Preview BRINGING THE JUDGEMENT eBook
Welcome to the CYCLIC PHILOSOPHY of
BRINGING THE JUDGEMENT
(With Social Transcendentalism)
by John O’Loughlin of Centretruths Digital Media
Links to the files of which
follow the remarks below:–
This text,
listed as opus 78 in a 140+ oeuvre, delves deeper into the
distinction between primacy and supremacy, the inorganic and the organic, than any
of my previous texts, and arrives at conclusions which make it impossible to
underestimate the part played by contemporary urban civilization in the
destruction, through environmental and technological factors, of inner harmony
and peace. Fortunately a solution to the
problem has been offered, but it is not one that is likely to ingratiate those
for whom contemporary materialism is an end-in-itself rather than something to
reject in the interests of self-respect.
The 'judgement', however, is yet to come! – John O'Loughlin.
CONTENTS
CYCLE 01
CYCLE 02
CYCLE 03
CYCLE 04
CYCLE 05
CYCLE 06
CYCLE 07
CYCLE 08
CYCLE 09
CYCLE 10
CYCLE 11
CYCLE 12
CYCLE 13
CYCLE 14
CYCLE 15
CYCLE 16
CYCLE 17
CYCLE 18
CYCLE 19
CYCLE 20
CYCLE 21
CYCLE 22
CYCLE 23
CYCLE 24
CYCLE 25
CYCLE 26
All files Copyright © 2012 John O’Loughlin
TEXT LINKS
Email: john-oloughlin@centretruths.com
ABOUT THE AUTHOR
John O’Loughlin was born in Salthill, Galway, the Republic
of Ireland,
of mixed Irish- and British-born parents in 1952. Following a parental split
he was brought to England by his mother and grandmother (who had initially returned to Ireland following the death of her Aldershot-based husband after a lengthy marital absence) in the mid-50s and subsequently attended St. Joseph's and St. George's schools in
Aldershot, Hants, and, with an enforced change of
denomination from Catholic to Protestant in consequence of having been put into
care with Hill House Children's Home by his mother upon the death and repatriation of his grandmother, he went on to attend first Barrow Hedges Primary School in Carshalton Beeches, Surrey, and then Carshalton High School for Boys. Upon leaving the latter in 1970 with an
assortment of CSEs
(Certificate of Secondary Education) and GCEs
(General Certificate of Education), including history and music, he moved to London and went on, via two short-lived
jobs, to work at the Associated Board of the Royal Schools of Music in Bedford
Square, where he eventually became responsible, as a clerical officer Gd.1, for booking examination venues throughout Britain and Ireland.
After a brief flirtation with further education at Redhill Technical College back in Surrey, where he was then living, he returned to his former job in the West End
but, due to a combination of factors, left the ABRSM in 1976 and began to pursue a literary vocation which,
despite a brief spell as a computer-cum-office-skills tutor at Hornsey Management Agency within the local YMCA in the late '80s and
early '90s, he has steadfastly continued with ever since. His novels include Changing Worlds (1976), An Interview
Reviewed (1979), Secret
Exchanges (1980), Sublimated
Relations (1981), and Deceptive
Motives (1981). Since the mid-80s Mr O'Loughlin has dedicated himself almost exclusively to
philosophy, which he regards as his true literary vocation, and has penned several titles of a
philosophical nature, including Devil and
God (1985–6), Towards
the Supernoumenon (1987), Elemental Spectra (1988–9), Philosophical Truth (1991–2) and,
more recently, The Best
of All Possible Worlds (2008), The Centre of Truth
(2009), Insane but not Mad (2011) and Philosophic Flights of Poetic Fancy (2012).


* Aim of the exercise: Go through the entries below and copy each line that holds the word "Adicionar".

Website and app data records:
※
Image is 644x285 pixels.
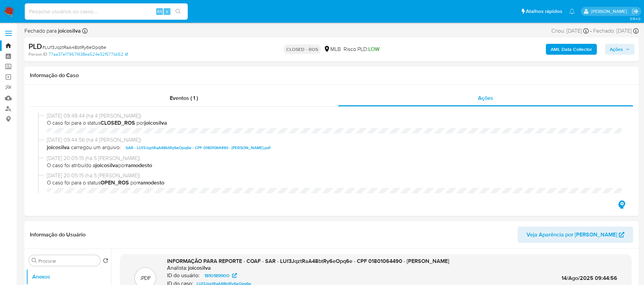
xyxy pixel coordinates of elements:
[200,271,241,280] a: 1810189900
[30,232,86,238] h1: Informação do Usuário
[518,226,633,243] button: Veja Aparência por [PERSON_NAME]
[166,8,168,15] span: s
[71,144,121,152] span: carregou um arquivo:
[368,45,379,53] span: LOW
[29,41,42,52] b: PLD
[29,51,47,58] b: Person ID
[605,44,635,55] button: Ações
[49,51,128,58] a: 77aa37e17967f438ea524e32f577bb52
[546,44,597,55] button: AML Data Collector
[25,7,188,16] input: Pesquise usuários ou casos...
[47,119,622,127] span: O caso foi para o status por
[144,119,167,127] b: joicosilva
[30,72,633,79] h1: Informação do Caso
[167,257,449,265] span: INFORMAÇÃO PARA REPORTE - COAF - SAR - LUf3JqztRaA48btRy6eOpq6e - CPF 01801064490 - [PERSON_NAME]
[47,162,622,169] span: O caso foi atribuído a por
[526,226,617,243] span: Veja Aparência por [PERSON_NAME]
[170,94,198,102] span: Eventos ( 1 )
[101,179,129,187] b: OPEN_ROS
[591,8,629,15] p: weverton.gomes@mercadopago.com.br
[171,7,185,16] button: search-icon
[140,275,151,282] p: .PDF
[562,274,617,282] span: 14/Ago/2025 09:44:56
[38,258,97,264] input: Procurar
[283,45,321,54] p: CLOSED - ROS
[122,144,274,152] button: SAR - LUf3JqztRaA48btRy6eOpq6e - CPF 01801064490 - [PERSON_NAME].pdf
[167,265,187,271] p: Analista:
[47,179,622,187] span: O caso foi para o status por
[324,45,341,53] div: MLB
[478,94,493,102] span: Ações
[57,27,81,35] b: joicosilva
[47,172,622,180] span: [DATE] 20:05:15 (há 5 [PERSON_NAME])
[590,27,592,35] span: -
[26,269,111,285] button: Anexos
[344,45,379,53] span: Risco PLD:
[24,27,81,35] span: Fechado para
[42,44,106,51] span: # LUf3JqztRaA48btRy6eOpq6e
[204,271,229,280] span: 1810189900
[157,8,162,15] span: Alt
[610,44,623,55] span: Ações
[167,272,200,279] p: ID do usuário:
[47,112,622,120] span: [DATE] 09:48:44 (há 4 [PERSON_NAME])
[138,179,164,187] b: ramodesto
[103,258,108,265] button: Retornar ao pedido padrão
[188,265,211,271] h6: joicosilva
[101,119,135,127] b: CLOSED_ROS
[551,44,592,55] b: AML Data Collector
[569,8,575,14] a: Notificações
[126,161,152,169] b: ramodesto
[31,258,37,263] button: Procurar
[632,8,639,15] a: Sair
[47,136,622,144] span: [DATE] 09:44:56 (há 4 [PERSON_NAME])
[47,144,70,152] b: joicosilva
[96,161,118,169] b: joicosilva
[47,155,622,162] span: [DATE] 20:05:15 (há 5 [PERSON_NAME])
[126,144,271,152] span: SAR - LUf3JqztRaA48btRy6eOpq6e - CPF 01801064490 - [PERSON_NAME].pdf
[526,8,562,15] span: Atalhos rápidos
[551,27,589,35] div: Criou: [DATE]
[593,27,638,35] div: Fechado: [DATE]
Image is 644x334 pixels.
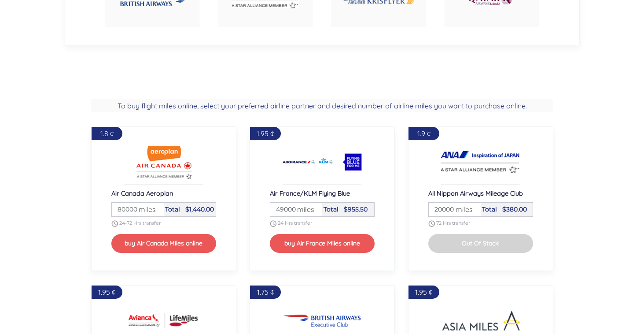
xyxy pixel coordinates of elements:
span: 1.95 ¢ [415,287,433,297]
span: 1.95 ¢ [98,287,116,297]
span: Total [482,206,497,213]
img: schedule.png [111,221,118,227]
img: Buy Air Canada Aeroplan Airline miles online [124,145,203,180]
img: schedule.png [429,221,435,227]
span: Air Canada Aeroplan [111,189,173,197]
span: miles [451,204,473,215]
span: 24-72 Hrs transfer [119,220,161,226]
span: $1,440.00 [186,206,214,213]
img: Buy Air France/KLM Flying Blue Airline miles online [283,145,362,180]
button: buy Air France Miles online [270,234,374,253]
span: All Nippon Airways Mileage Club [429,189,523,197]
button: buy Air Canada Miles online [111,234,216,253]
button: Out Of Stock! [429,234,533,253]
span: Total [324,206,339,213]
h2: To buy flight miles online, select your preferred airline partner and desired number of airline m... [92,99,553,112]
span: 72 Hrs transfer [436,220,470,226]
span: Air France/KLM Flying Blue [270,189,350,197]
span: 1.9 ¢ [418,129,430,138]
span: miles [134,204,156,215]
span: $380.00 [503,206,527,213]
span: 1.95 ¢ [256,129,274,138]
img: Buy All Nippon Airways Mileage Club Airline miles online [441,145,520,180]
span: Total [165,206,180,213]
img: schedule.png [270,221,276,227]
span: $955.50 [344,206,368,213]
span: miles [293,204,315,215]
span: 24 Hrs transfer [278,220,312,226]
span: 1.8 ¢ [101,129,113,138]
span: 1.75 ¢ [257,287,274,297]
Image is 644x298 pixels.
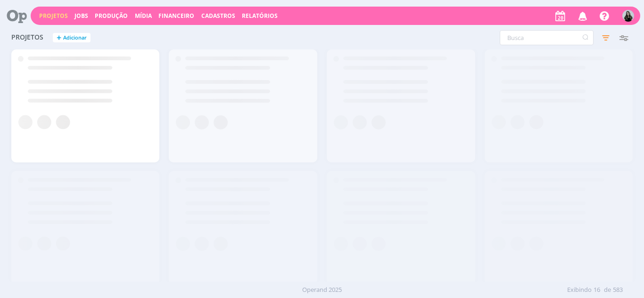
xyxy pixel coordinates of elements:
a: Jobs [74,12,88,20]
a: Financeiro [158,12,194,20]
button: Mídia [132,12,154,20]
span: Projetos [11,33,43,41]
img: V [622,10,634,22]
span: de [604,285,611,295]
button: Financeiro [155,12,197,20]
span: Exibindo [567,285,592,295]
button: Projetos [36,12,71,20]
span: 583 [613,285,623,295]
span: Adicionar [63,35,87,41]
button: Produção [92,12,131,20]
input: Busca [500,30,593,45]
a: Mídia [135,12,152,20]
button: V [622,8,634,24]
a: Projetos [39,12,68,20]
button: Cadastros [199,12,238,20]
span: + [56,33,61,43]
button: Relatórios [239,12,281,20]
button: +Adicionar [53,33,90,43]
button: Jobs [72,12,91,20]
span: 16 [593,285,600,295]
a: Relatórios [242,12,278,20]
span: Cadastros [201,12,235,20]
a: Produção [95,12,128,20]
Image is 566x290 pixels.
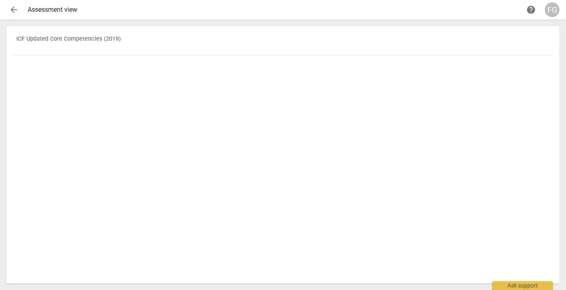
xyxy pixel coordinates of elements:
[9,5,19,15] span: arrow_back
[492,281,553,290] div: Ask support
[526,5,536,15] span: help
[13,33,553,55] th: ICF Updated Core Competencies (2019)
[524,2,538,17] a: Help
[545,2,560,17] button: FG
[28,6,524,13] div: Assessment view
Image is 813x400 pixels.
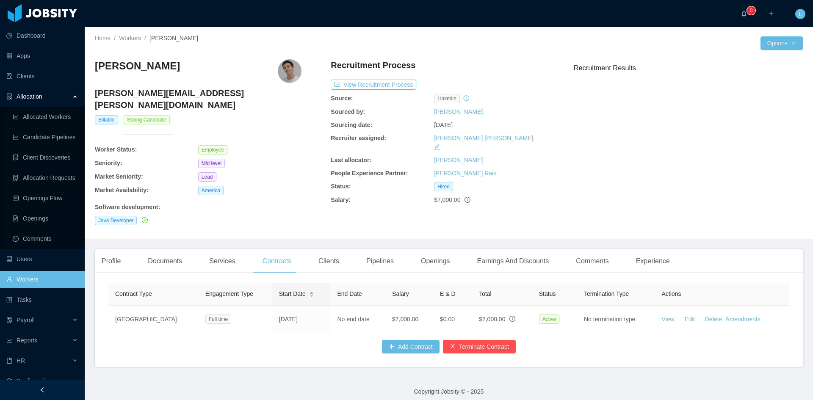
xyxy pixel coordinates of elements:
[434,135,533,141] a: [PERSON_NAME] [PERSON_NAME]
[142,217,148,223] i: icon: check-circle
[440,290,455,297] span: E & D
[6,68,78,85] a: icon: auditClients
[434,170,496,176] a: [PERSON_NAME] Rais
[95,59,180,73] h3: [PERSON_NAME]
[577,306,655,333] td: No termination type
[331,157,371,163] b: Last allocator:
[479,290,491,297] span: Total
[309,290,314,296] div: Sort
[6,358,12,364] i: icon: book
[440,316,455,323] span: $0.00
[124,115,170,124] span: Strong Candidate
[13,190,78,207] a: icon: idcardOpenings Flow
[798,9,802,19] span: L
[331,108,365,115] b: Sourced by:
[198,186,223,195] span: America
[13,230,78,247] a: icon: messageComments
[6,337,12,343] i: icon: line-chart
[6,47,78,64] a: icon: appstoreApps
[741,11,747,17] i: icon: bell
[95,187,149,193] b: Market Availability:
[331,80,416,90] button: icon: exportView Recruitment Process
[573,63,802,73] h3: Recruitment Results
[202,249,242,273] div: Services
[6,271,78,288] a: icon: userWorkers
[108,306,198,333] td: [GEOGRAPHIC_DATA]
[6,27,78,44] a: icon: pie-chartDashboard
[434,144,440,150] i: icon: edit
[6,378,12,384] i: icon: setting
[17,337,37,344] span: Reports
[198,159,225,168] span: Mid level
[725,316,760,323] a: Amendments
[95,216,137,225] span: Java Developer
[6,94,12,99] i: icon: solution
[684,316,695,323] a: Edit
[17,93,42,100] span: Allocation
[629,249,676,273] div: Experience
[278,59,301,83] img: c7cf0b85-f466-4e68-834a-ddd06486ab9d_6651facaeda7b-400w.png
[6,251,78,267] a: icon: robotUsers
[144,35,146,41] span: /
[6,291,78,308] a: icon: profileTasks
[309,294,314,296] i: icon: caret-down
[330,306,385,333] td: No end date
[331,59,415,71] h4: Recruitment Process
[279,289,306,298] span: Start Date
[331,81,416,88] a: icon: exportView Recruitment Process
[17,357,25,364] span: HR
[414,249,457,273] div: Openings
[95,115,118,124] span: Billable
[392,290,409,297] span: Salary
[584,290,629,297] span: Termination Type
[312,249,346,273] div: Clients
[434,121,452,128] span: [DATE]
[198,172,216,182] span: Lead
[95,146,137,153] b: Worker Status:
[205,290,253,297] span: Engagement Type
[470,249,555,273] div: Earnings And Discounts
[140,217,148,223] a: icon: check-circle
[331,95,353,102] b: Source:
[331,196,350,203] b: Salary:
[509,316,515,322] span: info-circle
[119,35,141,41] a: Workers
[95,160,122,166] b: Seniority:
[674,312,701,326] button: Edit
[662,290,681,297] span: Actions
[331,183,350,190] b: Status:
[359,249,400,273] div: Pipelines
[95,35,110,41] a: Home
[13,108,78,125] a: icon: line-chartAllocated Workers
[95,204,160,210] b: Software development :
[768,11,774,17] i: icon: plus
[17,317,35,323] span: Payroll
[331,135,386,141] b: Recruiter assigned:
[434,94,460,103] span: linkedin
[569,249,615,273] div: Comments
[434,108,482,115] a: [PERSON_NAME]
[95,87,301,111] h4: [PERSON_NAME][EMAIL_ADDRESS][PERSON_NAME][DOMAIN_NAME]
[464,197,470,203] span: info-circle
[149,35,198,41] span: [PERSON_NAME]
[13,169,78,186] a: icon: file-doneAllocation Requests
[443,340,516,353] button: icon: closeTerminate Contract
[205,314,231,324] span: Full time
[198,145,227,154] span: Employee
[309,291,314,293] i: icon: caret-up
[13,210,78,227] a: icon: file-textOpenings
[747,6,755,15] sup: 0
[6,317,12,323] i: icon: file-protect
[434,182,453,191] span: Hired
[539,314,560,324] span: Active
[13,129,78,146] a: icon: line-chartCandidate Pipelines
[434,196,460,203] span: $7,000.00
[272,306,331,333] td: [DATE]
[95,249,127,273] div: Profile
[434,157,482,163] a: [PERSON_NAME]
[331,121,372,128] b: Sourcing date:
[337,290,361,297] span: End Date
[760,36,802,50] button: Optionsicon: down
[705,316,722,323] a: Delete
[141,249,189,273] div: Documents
※
* Answer box:
span: Adicionar [63,35,87,41]
button: +Adicionar [53,33,90,43]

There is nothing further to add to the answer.